Auditor to urge French banks, insurers to report dormant billions: paper
France's national auditor will criticize banks and insurers for failing to report billions of euros in unclaimed life insurance policies and bank accounts left dormant for years after the death of their owners, daily Les Echos reported on Tuesday.
Unclaimed life insurance policies amounted to over 2.7 billion euros ($3.5 billion) in 2011, while dormant bank accounts contained at least 1.2 billion euros in 2012, the paper cited a Cour des Comptes report to be published on Wednesday as saying.
A spokesman for the Cour declined comment.
French banks have no obligation to investigate whether their customers are alive or dead, so many keep charging hefty fees on accounts that have gone dormant for years. But insurers - such as AXA - are bound by law since 2005 to try to notify the beneficiaries of life insurance policies.

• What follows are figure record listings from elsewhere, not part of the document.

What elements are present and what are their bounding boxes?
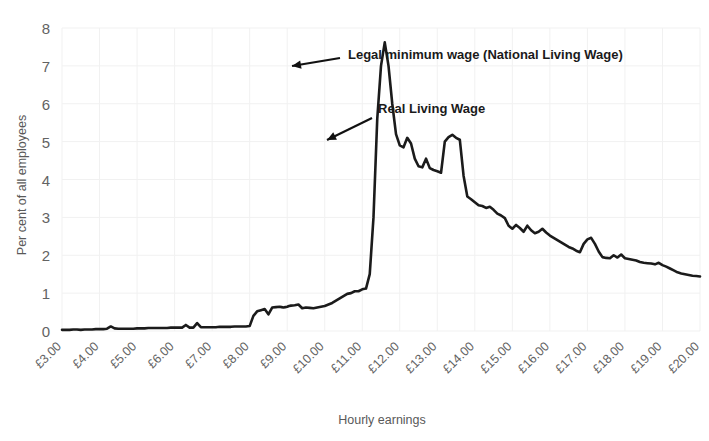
y-axis-tick-label: 5 [42, 134, 50, 151]
x-axis-tick-label: £14.00 [440, 339, 477, 376]
x-axis-tick-label: £4.00 [70, 339, 102, 371]
y-axis-ticks: 012345678 [42, 20, 50, 340]
x-axis-tick-label: £6.00 [145, 339, 177, 371]
x-axis-tick-label: £3.00 [32, 339, 64, 371]
y-axis-tick-label: 7 [42, 58, 50, 75]
x-axis-tick-label: £5.00 [107, 339, 139, 371]
x-axis-tick-label: £18.00 [590, 339, 627, 376]
y-axis-tick-label: 0 [42, 323, 50, 340]
x-axis-tick-label: £11.00 [328, 339, 364, 375]
x-axis-tick-label: £7.00 [182, 339, 214, 371]
x-axis-tick-label: £12.00 [365, 339, 402, 376]
x-axis-title: Hourly earnings [338, 413, 426, 427]
annotation-arrowhead-legal-minimum-wage [292, 60, 302, 68]
x-axis-tick-label: £10.00 [290, 339, 327, 376]
x-axis-tick-label: £17.00 [553, 339, 590, 376]
y-axis-title: Per cent of all employees [15, 115, 29, 255]
annotation-label-legal-minimum-wage: Legal minimum wage (National Living Wage… [348, 47, 623, 62]
y-axis-tick-label: 2 [42, 247, 50, 264]
x-axis-ticks: £3.00£4.00£5.00£6.00£7.00£8.00£9.00£10.0… [32, 339, 702, 376]
y-axis-tick-label: 4 [42, 172, 50, 189]
x-axis-tick-label: £16.00 [515, 339, 552, 376]
chart-annotations: Legal minimum wage (National Living Wage… [292, 47, 623, 140]
x-axis-tick-label: £8.00 [220, 339, 252, 371]
y-axis-tick-label: 1 [42, 285, 50, 302]
annotation-label-real-living-wage: Real Living Wage [378, 101, 485, 116]
y-axis-tick-label: 8 [42, 20, 50, 37]
x-axis-tick-label: £20.00 [665, 339, 702, 376]
y-axis-tick-label: 3 [42, 209, 50, 226]
x-axis-tick-label: £15.00 [478, 339, 515, 376]
x-axis-tick-label: £9.00 [257, 339, 289, 371]
series-line-employees [62, 42, 700, 329]
x-axis-tick-label: £19.00 [628, 339, 665, 376]
data-series-line [62, 42, 700, 329]
wage-distribution-chart: 012345678 £3.00£4.00£5.00£6.00£7.00£8.00… [0, 0, 709, 441]
chart-canvas: 012345678 £3.00£4.00£5.00£6.00£7.00£8.00… [0, 0, 709, 441]
x-axis-tick-label: £13.00 [402, 339, 439, 376]
y-axis-tick-label: 6 [42, 96, 50, 113]
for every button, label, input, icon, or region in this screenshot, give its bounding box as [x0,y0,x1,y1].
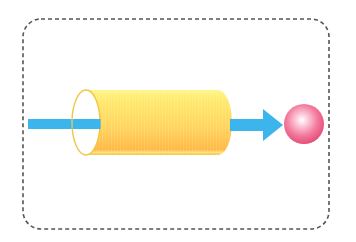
diagram-canvas [0,0,356,242]
tube-cylinder [72,90,232,155]
particle-sphere [284,104,324,144]
output-arrow [230,109,283,141]
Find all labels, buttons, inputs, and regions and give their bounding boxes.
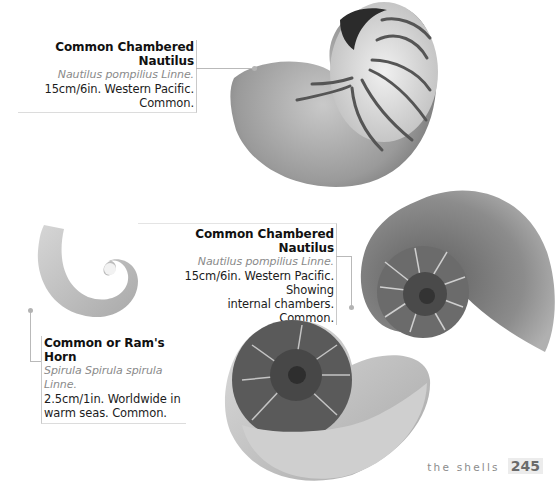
caption-line: 15cm/6in. Western Pacific. Showing: [138, 269, 334, 297]
leader-dot: [28, 308, 33, 313]
book-page: Common Chambered Nautilus Nautilus pompi…: [0, 0, 560, 487]
whole-nautilus-shell-icon: [222, 0, 442, 195]
leader-line: [30, 312, 31, 362]
caption-title: Common or Ram's Horn: [44, 336, 186, 364]
leader-line: [196, 68, 254, 69]
caption-line: Common.: [18, 96, 194, 110]
leader-dot: [252, 66, 257, 71]
leader-line: [336, 256, 351, 257]
caption-latin-name: Nautilus pompilius Linne.: [18, 68, 194, 82]
section-label: the shells: [427, 461, 499, 473]
caption-rams-horn: Common or Ram's Horn Spirula Spirula spi…: [41, 336, 186, 424]
sectioned-nautilus-shell-icon: [212, 305, 432, 487]
caption-line: 2.5cm/1in. Worldwide in: [44, 392, 186, 406]
caption-latin-name: Spirula Spirula spirula Linne.: [44, 364, 186, 392]
caption-title: Common Chambered Nautilus: [138, 227, 334, 255]
caption-whole-nautilus: Common Chambered Nautilus Nautilus pompi…: [18, 40, 197, 113]
leader-line: [351, 256, 352, 306]
caption-title: Common Chambered Nautilus: [18, 40, 194, 68]
page-footer: the shells 245: [427, 458, 543, 474]
caption-line: 15cm/6in. Western Pacific.: [18, 82, 194, 96]
caption-line: warm seas. Common.: [44, 406, 186, 420]
page-number: 245: [508, 458, 543, 474]
rams-horn-shell-icon: [30, 215, 152, 327]
caption-latin-name: Nautilus pompilius Linne.: [138, 255, 334, 269]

However, the auditor criticizes deficiencies in the way insurers enforce such rules and calls for new regulations to force them to turn over any policy which has been dormant for more than a decade to state bank Caisse des Depots.
It also said banks - the biggest in France being BNP Paribas - had failed to investigate obvious cases, pointing out that while France counts only 20,106 centenarians, the number of bank accounts belonging to people more than 100 years old is 674,014.

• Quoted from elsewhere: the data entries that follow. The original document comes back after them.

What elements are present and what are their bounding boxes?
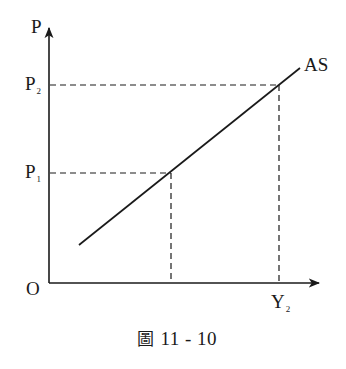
y2-label: Y2 <box>271 292 290 311</box>
as-curve-label: AS <box>304 55 328 74</box>
y2-label-sub: 2 <box>286 304 291 314</box>
p2-label-main: P <box>25 73 36 94</box>
as-curve-label-text: AS <box>304 54 328 75</box>
p1-label-sub: 1 <box>37 174 42 184</box>
y2-label-main: Y <box>271 291 285 312</box>
y-axis-label: P <box>31 17 42 36</box>
as-curve-diagram <box>0 0 346 369</box>
origin-label: O <box>26 279 40 298</box>
p1-label-main: P <box>25 161 36 182</box>
p2-label-sub: 2 <box>37 86 42 96</box>
caption-number: 11 - 10 <box>161 328 218 349</box>
as-curve <box>79 68 300 245</box>
figure-caption: 圖11 - 10 <box>137 329 217 348</box>
p2-label: P2 <box>25 74 41 93</box>
y-axis-label-text: P <box>31 16 42 37</box>
p1-label: P1 <box>25 162 41 181</box>
origin-label-text: O <box>26 278 40 299</box>
caption-figure-glyph: 圖 <box>137 329 155 349</box>
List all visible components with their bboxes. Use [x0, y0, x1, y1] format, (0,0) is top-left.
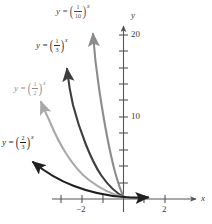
label-lhs-one-tenth: y [56, 7, 60, 16]
numerator-one-tenth: 1 [76, 4, 81, 10]
label-equals-two-thirds: = [8, 138, 14, 147]
paren-open-one-third: ( [50, 38, 53, 53]
y-axis [119, 26, 128, 212]
y-tick-label-20: 20 [131, 29, 140, 39]
label-equals-one-third: = [42, 41, 48, 50]
paren-close-two-thirds: ) [27, 135, 30, 150]
label-lhs-one-third: y [36, 41, 40, 50]
plot-canvas [0, 0, 212, 224]
paren-close-one-tenth: ) [83, 4, 86, 19]
curve-label-one-tenth: y = ( 1 10 ) x [56, 4, 90, 19]
exponential-functions-figure: y = ( 1 10 ) x y = ( 1 3 ) x y = ( 1 2 ) [0, 0, 212, 224]
denominator-two-thirds: 3 [21, 144, 26, 150]
paren-close-one-third: ) [61, 38, 64, 53]
y-axis-label: y [131, 10, 135, 20]
x-tick-label-2: 2 [162, 204, 167, 214]
exponent-two-thirds: x [31, 134, 34, 140]
curve-label-one-third: y = ( 1 3 ) x [36, 38, 68, 53]
exponent-one-third: x [65, 37, 68, 43]
fraction-one-third: 1 3 [54, 38, 60, 53]
curve-label-one-half: y = ( 1 2 ) x [14, 81, 46, 96]
label-equals-one-half: = [20, 84, 26, 93]
exponent-one-half: x [43, 80, 46, 86]
label-lhs-two-thirds: y [2, 138, 6, 147]
exponent-one-tenth: x [87, 3, 90, 9]
paren-open-two-thirds: ( [16, 135, 19, 150]
y-tick-label-10: 10 [131, 111, 140, 121]
x-tick-label--2: −2 [76, 204, 86, 214]
numerator-one-third: 1 [55, 38, 60, 44]
curve-tail-right [124, 197, 148, 198]
denominator-one-third: 3 [55, 47, 60, 53]
paren-close-one-half: ) [39, 81, 42, 96]
denominator-one-half: 2 [33, 90, 38, 96]
paren-open-one-half: ( [28, 81, 31, 96]
paren-open-one-tenth: ( [70, 4, 73, 19]
fraction-one-half: 1 2 [32, 81, 38, 96]
numerator-two-thirds: 2 [21, 135, 26, 141]
label-equals-one-tenth: = [62, 7, 68, 16]
curve-label-two-thirds: y = ( 2 3 ) x [2, 135, 34, 150]
curve-one-tenth-path [93, 34, 124, 197]
curve-one-third-path [67, 69, 124, 197]
fraction-one-tenth: 1 10 [74, 4, 82, 19]
numerator-one-half: 1 [33, 81, 38, 87]
x-axis-label: x [201, 193, 205, 203]
label-lhs-one-half: y [14, 84, 18, 93]
curve-one-half-path [41, 102, 124, 197]
fraction-two-thirds: 2 3 [20, 135, 26, 150]
denominator-one-tenth: 10 [74, 13, 82, 19]
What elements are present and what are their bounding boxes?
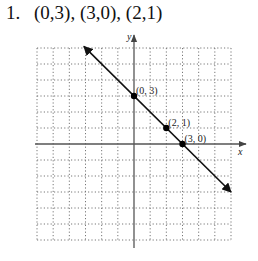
coordinate-plane-chart: xy (0, 3)(2, 1)(3, 0)	[0, 0, 258, 261]
plotted-line	[84, 46, 231, 192]
y-axis-label: y	[126, 31, 132, 42]
x-axis-label: x	[237, 146, 243, 157]
point-label: (0, 3)	[136, 85, 158, 97]
point-label: (3, 0)	[185, 133, 207, 145]
line-y-equals-neg-x-plus-3	[84, 46, 231, 192]
point-label: (2, 1)	[168, 117, 190, 129]
plotted-points: (0, 3)(2, 1)(3, 0)	[131, 85, 206, 147]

The number of inactive bank accounts and unclaimed insurance policies was rising because customers relocate more often than previously and open multiple bank accounts, some of which are simply forgotten, it said.
The estimate for dormant bank accounts was "necessarily lower than the reality of the phenomenon", Les Echos quoted the Cour report as saying.
To encourage more reporting of dormant assets, the auditor said banks should include a definition of dormant accounts in their code of conduct and cap the amount of fees that can be charged on inactive accounts.
But it stopped short of recommending banks should follow the same rules as insurance companies, Les Echos wrote.